Maybe the start of resistance to the kind of pay per view being enforced on the access of public spaces. Something we have seen increasingly across Glasgow parks and common spaces. With little or no objections that we are hearing about, from the administrators of our commons, parks and particularly in the lack of stewardship of our Common Good Fund.
So the thinking here is that most park users have a general idea of what the park is there for. Because what people use the park for hasn’t changed much over the last hundred years? Why do we need to be convinced “that the parks need to be fixed before they are broken” (Quote from a council parks survey) “The parks need to pay for themselves, and we are helping in this” (From events organiser with vested interests.)
Why are we constantly asked in consultations. “What do we need in our parks?” Most would answer “Access to our culture and heritage, toilets and a few parkies” But the questions are really designed by each preceding city administration to fulfil their own need through our parks. i.e. the quickest way to emptying our wallets to generate commercial profits.
So what we want to look at here is an event that looks at the cause and effect of the commercial developments being rolled out in our parks. How can we better understand how to challenge the inappropriate use of our parks
And Strategies for better stewardship of parks and green spaces to reverse the commercial decline. How to work towards a long term vision for our green space that serves users and can supersede decisions on park use made by short term administrations who may not have the public’s and park users best interests at heart.

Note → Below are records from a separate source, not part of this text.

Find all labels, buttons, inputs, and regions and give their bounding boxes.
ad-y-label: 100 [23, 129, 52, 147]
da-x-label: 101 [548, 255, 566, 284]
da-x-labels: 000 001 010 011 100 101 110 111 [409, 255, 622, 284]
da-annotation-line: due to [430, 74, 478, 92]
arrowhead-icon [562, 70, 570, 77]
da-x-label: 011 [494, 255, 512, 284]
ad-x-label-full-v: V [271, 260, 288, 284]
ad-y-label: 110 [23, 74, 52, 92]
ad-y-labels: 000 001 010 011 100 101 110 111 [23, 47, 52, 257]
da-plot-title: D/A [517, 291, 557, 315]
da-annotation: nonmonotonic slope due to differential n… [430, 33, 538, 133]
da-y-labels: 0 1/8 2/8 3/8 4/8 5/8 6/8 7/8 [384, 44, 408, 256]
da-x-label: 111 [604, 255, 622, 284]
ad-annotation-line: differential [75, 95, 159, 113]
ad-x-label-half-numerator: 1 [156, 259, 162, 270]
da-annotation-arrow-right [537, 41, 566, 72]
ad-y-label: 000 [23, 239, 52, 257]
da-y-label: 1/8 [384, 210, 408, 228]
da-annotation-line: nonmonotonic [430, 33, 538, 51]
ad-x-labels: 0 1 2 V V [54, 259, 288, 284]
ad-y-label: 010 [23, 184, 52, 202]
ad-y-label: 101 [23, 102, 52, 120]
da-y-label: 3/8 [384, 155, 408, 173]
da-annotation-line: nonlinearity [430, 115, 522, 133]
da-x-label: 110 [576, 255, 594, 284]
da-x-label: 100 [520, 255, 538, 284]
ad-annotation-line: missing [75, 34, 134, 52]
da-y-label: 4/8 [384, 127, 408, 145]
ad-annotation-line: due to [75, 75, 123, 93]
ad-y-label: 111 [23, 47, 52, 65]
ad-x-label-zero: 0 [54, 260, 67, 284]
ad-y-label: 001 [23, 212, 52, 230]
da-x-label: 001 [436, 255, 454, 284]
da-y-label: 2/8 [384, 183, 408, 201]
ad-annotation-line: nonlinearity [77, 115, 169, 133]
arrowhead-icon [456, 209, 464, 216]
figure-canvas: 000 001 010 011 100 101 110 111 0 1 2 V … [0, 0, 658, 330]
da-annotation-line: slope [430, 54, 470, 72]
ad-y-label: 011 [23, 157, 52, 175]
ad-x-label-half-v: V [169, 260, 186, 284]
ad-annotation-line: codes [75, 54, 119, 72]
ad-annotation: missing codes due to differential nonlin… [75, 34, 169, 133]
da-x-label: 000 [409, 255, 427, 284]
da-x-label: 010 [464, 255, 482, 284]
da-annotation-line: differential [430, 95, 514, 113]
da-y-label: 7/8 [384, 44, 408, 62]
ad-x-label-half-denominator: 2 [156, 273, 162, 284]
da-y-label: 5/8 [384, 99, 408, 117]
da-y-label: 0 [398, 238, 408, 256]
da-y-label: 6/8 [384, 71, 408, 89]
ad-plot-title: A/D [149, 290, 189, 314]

This article relates to an event to be held in Kinning Park Complex at “Parks for people” How to become involved in the discussion and understanding the importance of green space in our lives, economically, physiologically, health wise, environmentally, politically, historically and creatively.
Join us for a debate at Kinning Park Complex on what our parks are for. (dates will be poster soon)
Times and Speakers to be confirmed. If you want to help out contact or join list.